5.Does CEO emotion matter? CEO affectivity and corporate social responsibility
While prior research has generated meaningful insights into the antecedents of firms' corporate social responsibility (CSR), little attention has been devoted to examining the influence of CEO affectivity—a relatively stable tendency to experience positive or negative emotions. This study explores how CEO positive affectivity (PA) and negative affectivity (NA) may be related to firms' CSR activities. Specifically, we contend that CEO PA is positively related to CSR, whereas CEO NA is negatively related to CSR. We further investigate how CEO social capital may moderate the relationship between CEO affectivity and CSR. Our results support our hypotheses, suggesting the unique role of CEO emotions in CSR research.
6.Managers' cultural origin and corporate response to an economic shock
We exploit the exogenous Covid-19 shock in a bicultural area of Italy to identify cultural differences in the way companies respond to economic shocks. Firms with managers of diverse cultural backgrounds resort to different forms of government aid, diverge in their investment decisions, and have different growth rates. These findings are consistent with cultural differences in time preferences and debt aversion. Specifically, we find that the response of managers belonging to a more long-term oriented culture is characterized by a lower recourse to debt, more investments and higher growth rates.

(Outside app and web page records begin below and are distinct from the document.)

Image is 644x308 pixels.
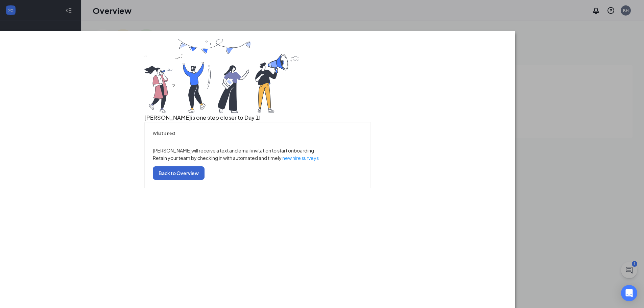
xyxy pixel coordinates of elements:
[153,147,362,154] p: [PERSON_NAME] will receive a text and email invitation to start onboarding
[621,285,637,301] div: Open Intercom Messenger
[153,131,362,137] h5: What’s next
[153,167,204,180] button: Back to Overview
[153,154,362,162] p: Retain your team by checking in with automated and timely
[283,155,319,161] a: new hire surveys
[145,114,371,122] h3: [PERSON_NAME] is one step closer to Day 1!
[145,39,300,114] img: you are all set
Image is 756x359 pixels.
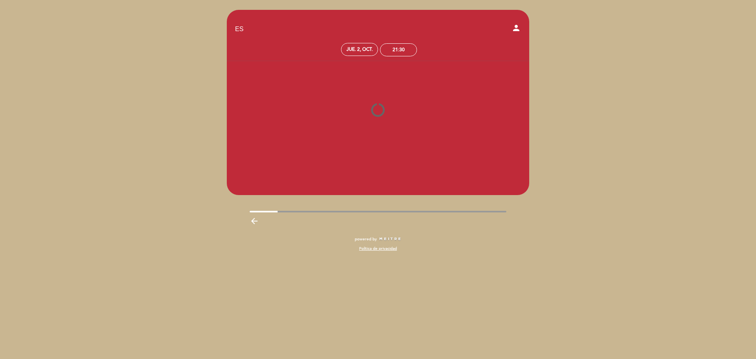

Overall, our results show that the cultural origin of managers significantly affects firms' reaction to economic shocks and real economic outcomes.
7.Do CEOs with Sent-Down Movement Experience Foster Corporate Environmental Responsibility
As environmental issues have become increasingly prominent around the world, corporate environmental responsibility has begun to attract more attention. As the decision-makers of firms, top executives play an important role in the environmentally ethical behavior of their corporations. Few studies, however, have explored the motivations behind corporations’ environmentally responsible behavior from the perspective of how CEOs’ early experiences shape their decisions. This paper explores the impact that CEOs who experienced the Send-down movement have on their companies’ environmentally responsible behavior and the boundary conditions of this impact from the perspective of the imprinting theory. Based on the data of listed Chinese companies from 2009 to 2020, we have found that CEOs who were themselves “Sent-down youth” have a positive impact on corporate environmental responsibility. For firms with a higher proportion of state ownership and CEOs with Chinese Communist Party membership, the relationship between experience with the Send-down movement and corporate environmental responsibility is strengthened, whereas a higher level of market competition weakens the relationship. This article enriches and deepens the research on the imprinting theory, and it also has certain practical implications for firms that hire top executives with unique types of early experiences to promote business ethics improvement.